Louisiana student to skip prom after being told she can't wear a tux
Claudetteia Love, a senior at Carroll High School in Monroe, La., has no plans to attend the prom.
That's because the school has barred Ms. Love, whom the News-Star of Monroe describes as a top academic scholar at the struggling school's high-achieving medical magnet program, from wearing a tuxedo.
Love, who is gay, says that the school's requirement that all female students wear dresses to the April 24 senior is a form of discrimination.
"I told my mom, 'They're using me. They put me in all these honors and advanced placement classes so I can take all of these tests and get good grades and better the school, but when it's time for me to celebrate the fact that I've accomplished what I need to accomplish and I'm about to graduate, they don't want to let me do it, the way I want to,'" she told the News-Star.
Love, who is still scheduled to attend the annual Ouachita Parish's Scholar's Dinner as her school's representative, is set to attend Jackson State University on a full academic scholarship.

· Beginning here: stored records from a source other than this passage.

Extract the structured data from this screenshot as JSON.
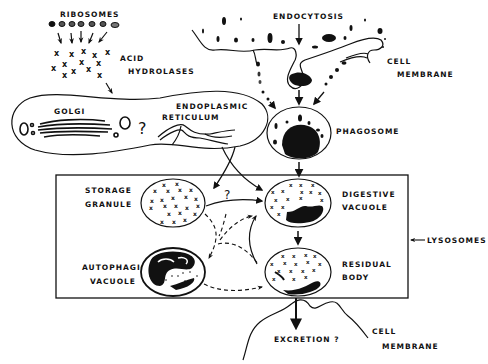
{
  "diagram": {
    "type": "biological-process-diagram",
    "labels": {
      "ribosomes": "RIBOSOMES",
      "acid_hydrolases_1": "ACID",
      "acid_hydrolases_2": "HYDROLASES",
      "golgi": "GOLGI",
      "er_1": "ENDOPLASMIC",
      "er_2": "RETICULUM",
      "golgi_question": "?",
      "endocytosis": "ENDOCYTOSIS",
      "cell_membrane_top_1": "CELL",
      "cell_membrane_top_2": "MEMBRANE",
      "phagosome": "PHAGOSOME",
      "storage_granule_1": "STORAGE",
      "storage_granule_2": "GRANULE",
      "center_question": "?",
      "digestive_vacuole_1": "DIGESTIVE",
      "digestive_vacuole_2": "VACUOLE",
      "lysosomes": "LYSOSOMES",
      "autophagic_vacuole_1": "AUTOPHAGIC",
      "autophagic_vacuole_2": "VACUOLE",
      "residual_body_1": "RESIDUAL",
      "residual_body_2": "BODY",
      "excretion": "EXCRETION ?",
      "cell_membrane_bottom_1": "CELL",
      "cell_membrane_bottom_2": "MEMBRANE"
    },
    "nodes": [
      {
        "id": "ribosomes",
        "label": "Ribosomes"
      },
      {
        "id": "acid_hydrolases",
        "label": "Acid Hydrolases"
      },
      {
        "id": "golgi",
        "label": "Golgi"
      },
      {
        "id": "er",
        "label": "Endoplasmic Reticulum"
      },
      {
        "id": "endocytosis",
        "label": "Endocytosis"
      },
      {
        "id": "phagosome",
        "label": "Phagosome"
      },
      {
        "id": "storage_granule",
        "label": "Storage Granule"
      },
      {
        "id": "digestive_vacuole",
        "label": "Digestive Vacuole"
      },
      {
        "id": "autophagic_vacuole",
        "label": "Autophagic Vacuole"
      },
      {
        "id": "residual_body",
        "label": "Residual Body"
      },
      {
        "id": "lysosomes_group",
        "label": "Lysosomes"
      },
      {
        "id": "excretion",
        "label": "Excretion ?"
      }
    ],
    "edges": [
      {
        "from": "ribosomes",
        "to": "acid_hydrolases",
        "style": "solid"
      },
      {
        "from": "acid_hydrolases",
        "to": "golgi",
        "style": "solid"
      },
      {
        "from": "golgi",
        "to": "storage_granule",
        "style": "solid"
      },
      {
        "from": "golgi",
        "to": "digestive_vacuole",
        "style": "solid"
      },
      {
        "from": "endocytosis",
        "to": "phagosome",
        "style": "solid"
      },
      {
        "from": "phagosome",
        "to": "digestive_vacuole",
        "style": "solid"
      },
      {
        "from": "storage_granule",
        "to": "digestive_vacuole",
        "style": "solid"
      },
      {
        "from": "storage_granule",
        "to": "autophagic_vacuole",
        "style": "dashed"
      },
      {
        "from": "autophagic_vacuole",
        "to": "digestive_vacuole",
        "style": "dashed"
      },
      {
        "from": "autophagic_vacuole",
        "to": "residual_body",
        "style": "dashed"
      },
      {
        "from": "residual_body",
        "to": "digestive_vacuole",
        "style": "solid"
      },
      {
        "from": "digestive_vacuole",
        "to": "residual_body",
        "style": "solid"
      },
      {
        "from": "residual_body",
        "to": "excretion",
        "style": "solid"
      }
    ]
  }
}
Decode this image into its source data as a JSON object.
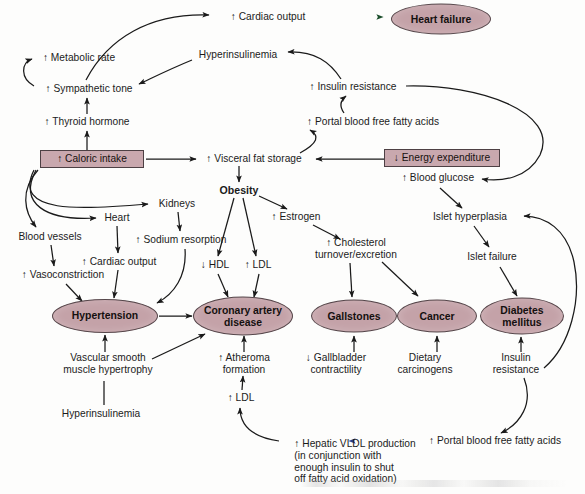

She had not intended to take a date to the prom. Instead she had planned on going with a group of friends, who have also opted to skip prom after a petition filed by the senior class to the faculty asking to waive the dress code went unacknowledged.
Since the ban on females students wearing tuxedos went in place, school board president Rodney McFarland has taken up Love's cause.
"As school board president, I don't agree with Carroll banning her from her prom just because of what she wants to wear -- that's discrimination," he told the News-Star. "As far as I know there is no Monroe City School Board policy saying what someone has to wear to attend the prom. You can't just go making up policies."
Carroll High is not the only school to make headlines for promoting a gender-exclusive dress code. In 2013, after students at Sultana High School in Hesperia, Calif., elected a lesbian homecoming queen, who appeared at the homecoming game in a suit and tie, school administrators began strictly enforcing gender exclusive dress codes at formal and semi-formal events, prompting a backlash from the ACLU.